Pictures are made up of little dots called pixels. The picture is made with enough of them together arranged horizontally and vertically.
If you get close to an image or use a magnifier you'll see them.
The picture of the left gives you the example on how you could see an image with a magnifier glass and depending on your distance to the image you'll see it clearer.
The same happens with the size. Depending on how big you want your picture, you will need a picture with more Megapixels, therefore if you want a 2.1" x 1.6" picture, you don't need a camera able to take 24 Megapixels or something like that.
Final Print Size Megapixels Image Size on Monitor
2.1" x 1.6" 0.3 640 x 480
4.25" x 3.2" 1.2 1280 x 960
5.3" x 4" 2.0 1600 x 1200
6.8" x 5.1" 3.0 2048 x 1536
10" x 6.5" 5.3 3008 x 1960
10.25" x 6.8" 6.3 3088 x 2056
13.5" x 9" 11.1 4064 x 2704
Here is what we name resolution, which refers to the size of the image that your camera will produce, so if you have e.g. a 2.0 Megapixels camera and you print a picture as a poster, then you will get a print with a lot of big dots as on the left picture showed above.
To figure out the amount of megapixels that will give you, you multiply the dimensions.
For example:
1600 x 1200 = 1.92 million pixels or 1.92 Megapixels. This would commonly be rounded up and referred to as a 2 megapixel camera.
As this amount goes higher, you will notice a much sharper image, so then....more pixels don't mean better quality, everything depends on the size and the distance.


- _WHAT YOU NEED TO DO_
Pictures aside, every line of the listing should be given again exactly.

- _PROVIDED INFORMATION_
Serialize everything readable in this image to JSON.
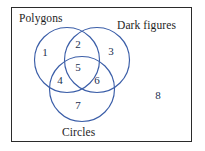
{
  "diagram": {
    "type": "venn-3-set",
    "title": "",
    "frame": {
      "label": "universal-set-frame",
      "border_color": "#2b2b2b"
    },
    "circle_color": "#3b5ea8",
    "number_color": "#22304f",
    "label_color": "#1e1e1e",
    "sets": [
      {
        "id": "polygons",
        "label": "Polygons",
        "cx": 67,
        "cy": 60,
        "r": 32.5
      },
      {
        "id": "dark-figures",
        "label": "Dark figures",
        "cx": 97,
        "cy": 60,
        "r": 32.5
      },
      {
        "id": "circles",
        "label": "Circles",
        "cx": 82,
        "cy": 89,
        "r": 32.5
      }
    ],
    "regions": [
      {
        "id": "1",
        "value": "1",
        "belongs": "Polygons only"
      },
      {
        "id": "2",
        "value": "2",
        "belongs": "Polygons and Dark figures"
      },
      {
        "id": "3",
        "value": "3",
        "belongs": "Dark figures only"
      },
      {
        "id": "4",
        "value": "4",
        "belongs": "Polygons and Circles"
      },
      {
        "id": "5",
        "value": "5",
        "belongs": "Polygons, Dark figures and Circles"
      },
      {
        "id": "6",
        "value": "6",
        "belongs": "Dark figures and Circles"
      },
      {
        "id": "7",
        "value": "7",
        "belongs": "Circles only"
      },
      {
        "id": "8",
        "value": "8",
        "belongs": "Outside all sets"
      }
    ]
  }
}
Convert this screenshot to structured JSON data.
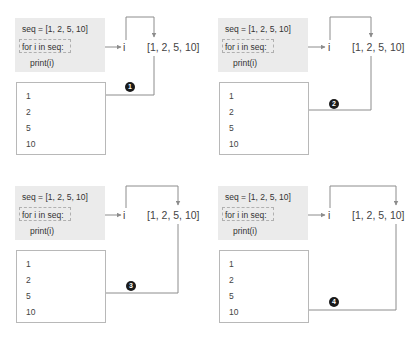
{
  "colors": {
    "line": "#8c8c8c",
    "code_background": "#ebebeb",
    "output_border": "#b8b8b8",
    "badge": "#1a1a1a",
    "text": "#3a3a3a"
  },
  "panels": [
    {
      "step": "1",
      "code": [
        "seq = [1, 2, 5, 10]",
        "for i in seq:",
        "print(i)"
      ],
      "loop_var": "i",
      "sequence": "[1, 2, 5, 10]",
      "output": [
        "1",
        "2",
        "5",
        "10"
      ],
      "current_element": "1"
    },
    {
      "step": "2",
      "code": [
        "seq = [1, 2, 5, 10]",
        "for i in seq:",
        "print(i)"
      ],
      "loop_var": "i",
      "sequence": "[1, 2, 5, 10]",
      "output": [
        "1",
        "2",
        "5",
        "10"
      ],
      "current_element": "2"
    },
    {
      "step": "3",
      "code": [
        "seq = [1, 2, 5, 10]",
        "for i in seq:",
        "print(i)"
      ],
      "loop_var": "i",
      "sequence": "[1, 2, 5, 10]",
      "output": [
        "1",
        "2",
        "5",
        "10"
      ],
      "current_element": "5"
    },
    {
      "step": "4",
      "code": [
        "seq = [1, 2, 5, 10]",
        "for i in seq:",
        "print(i)"
      ],
      "loop_var": "i",
      "sequence": "[1, 2, 5, 10]",
      "output": [
        "1",
        "2",
        "5",
        "10"
      ],
      "current_element": "10"
    }
  ]
}
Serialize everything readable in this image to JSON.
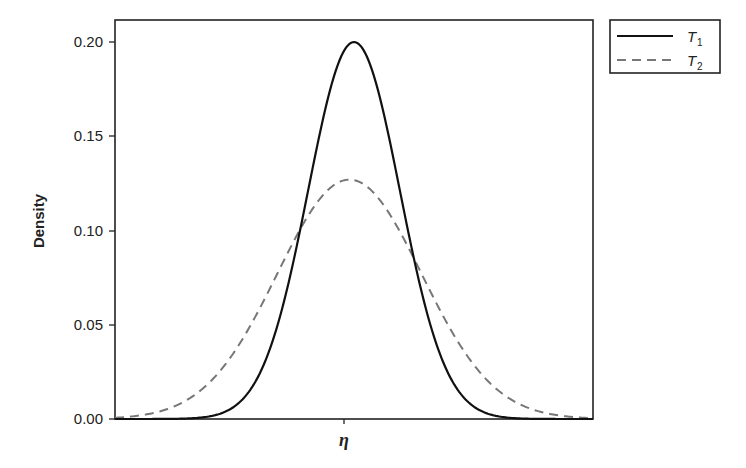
{
  "chart_data": {
    "type": "line",
    "title": "",
    "xlabel": "η",
    "ylabel": "Density",
    "xlim": [
      -10.4,
      10.4
    ],
    "ylim": [
      0,
      0.21
    ],
    "yticks": [
      0.0,
      0.05,
      0.1,
      0.15,
      0.2
    ],
    "ytick_labels": [
      "0.00",
      "0.05",
      "0.10",
      "0.15",
      "0.20"
    ],
    "xticks": [
      0
    ],
    "xtick_labels": [
      ""
    ],
    "grid": false,
    "legend_position": "outside-top-right",
    "series": [
      {
        "name": "T1",
        "label_main": "T",
        "label_sub": "1",
        "style": "solid",
        "color": "#111111",
        "distribution": "normal",
        "mean": 0,
        "sd": 1.995,
        "peak": 0.2
      },
      {
        "name": "T2",
        "label_main": "T",
        "label_sub": "2",
        "style": "dashed",
        "color": "#777777",
        "distribution": "normal",
        "mean": -0.2,
        "sd": 3.14,
        "peak": 0.127
      }
    ]
  },
  "axis": {
    "ylabel": "Density",
    "xlabel": "η",
    "yticks": [
      "0.20",
      "0.15",
      "0.10",
      "0.05",
      "0.00"
    ]
  },
  "legend": {
    "items": [
      {
        "main": "T",
        "sub": "1"
      },
      {
        "main": "T",
        "sub": "2"
      }
    ]
  }
}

- _ANSWER TO THE EXERCISE_
Serialize everything readable in this image to JSON.
{
  "diagram": {
    "type": "venn-3-set",
    "title": "",
    "frame": {
      "label": "universal-set-frame",
      "border_color": "#2b2b2b"
    },
    "circle_color": "#3b5ea8",
    "number_color": "#22304f",
    "label_color": "#1e1e1e",
    "sets": [
      {
        "id": "polygons",
        "label": "Polygons",
        "cx": 67,
        "cy": 60,
        "r": 32.5
      },
      {
        "id": "dark-figures",
        "label": "Dark figures",
        "cx": 97,
        "cy": 60,
        "r": 32.5
      },
      {
        "id": "circles",
        "label": "Circles",
        "cx": 82,
        "cy": 89,
        "r": 32.5
      }
    ],
    "regions": [
      {
        "id": "1",
        "value": "1",
        "belongs": "Polygons only"
      },
      {
        "id": "2",
        "value": "2",
        "belongs": "Polygons and Dark figures"
      },
      {
        "id": "3",
        "value": "3",
        "belongs": "Dark figures only"
      },
      {
        "id": "4",
        "value": "4",
        "belongs": "Polygons and Circles"
      },
      {
        "id": "5",
        "value": "5",
        "belongs": "Polygons, Dark figures and Circles"
      },
      {
        "id": "6",
        "value": "6",
        "belongs": "Dark figures and Circles"
      },
      {
        "id": "7",
        "value": "7",
        "belongs": "Circles only"
      },
      {
        "id": "8",
        "value": "8",
        "belongs": "Outside all sets"
      }
    ]
  }
}
Convert this screenshot to structured JSON data.
{
  "colors": {
    "line": "#8c8c8c",
    "code_background": "#ebebeb",
    "output_border": "#b8b8b8",
    "badge": "#1a1a1a",
    "text": "#3a3a3a"
  },
  "panels": [
    {
      "step": "1",
      "code": [
        "seq = [1, 2, 5, 10]",
        "for i in seq:",
        "print(i)"
      ],
      "loop_var": "i",
      "sequence": "[1, 2, 5, 10]",
      "output": [
        "1",
        "2",
        "5",
        "10"
      ],
      "current_element": "1"
    },
    {
      "step": "2",
      "code": [
        "seq = [1, 2, 5, 10]",
        "for i in seq:",
        "print(i)"
      ],
      "loop_var": "i",
      "sequence": "[1, 2, 5, 10]",
      "output": [
        "1",
        "2",
        "5",
        "10"
      ],
      "current_element": "2"
    },
    {
      "step": "3",
      "code": [
        "seq = [1, 2, 5, 10]",
        "for i in seq:",
        "print(i)"
      ],
      "loop_var": "i",
      "sequence": "[1, 2, 5, 10]",
      "output": [
        "1",
        "2",
        "5",
        "10"
      ],
      "current_element": "5"
    },
    {
      "step": "4",
      "code": [
        "seq = [1, 2, 5, 10]",
        "for i in seq:",
        "print(i)"
      ],
      "loop_var": "i",
      "sequence": "[1, 2, 5, 10]",
      "output": [
        "1",
        "2",
        "5",
        "10"
      ],
      "current_element": "10"
    }
  ]
}
Serialize everything readable in this image to JSON.
{
  "chart_data": {
    "type": "line",
    "title": "",
    "xlabel": "η",
    "ylabel": "Density",
    "xlim": [
      -10.4,
      10.4
    ],
    "ylim": [
      0,
      0.21
    ],
    "yticks": [
      0.0,
      0.05,
      0.1,
      0.15,
      0.2
    ],
    "ytick_labels": [
      "0.00",
      "0.05",
      "0.10",
      "0.15",
      "0.20"
    ],
    "xticks": [
      0
    ],
    "xtick_labels": [
      ""
    ],
    "grid": false,
    "legend_position": "outside-top-right",
    "series": [
      {
        "name": "T1",
        "label_main": "T",
        "label_sub": "1",
        "style": "solid",
        "color": "#111111",
        "distribution": "normal",
        "mean": 0,
        "sd": 1.995,
        "peak": 0.2
      },
      {
        "name": "T2",
        "label_main": "T",
        "label_sub": "2",
        "style": "dashed",
        "color": "#777777",
        "distribution": "normal",
        "mean": -0.2,
        "sd": 3.14,
        "peak": 0.127
      }
    ]
  },
  "axis": {
    "ylabel": "Density",
    "xlabel": "η",
    "yticks": [
      "0.20",
      "0.15",
      "0.10",
      "0.05",
      "0.00"
    ]
  },
  "legend": {
    "items": [
      {
        "main": "T",
        "sub": "1"
      },
      {
        "main": "T",
        "sub": "2"
      }
    ]
  }
}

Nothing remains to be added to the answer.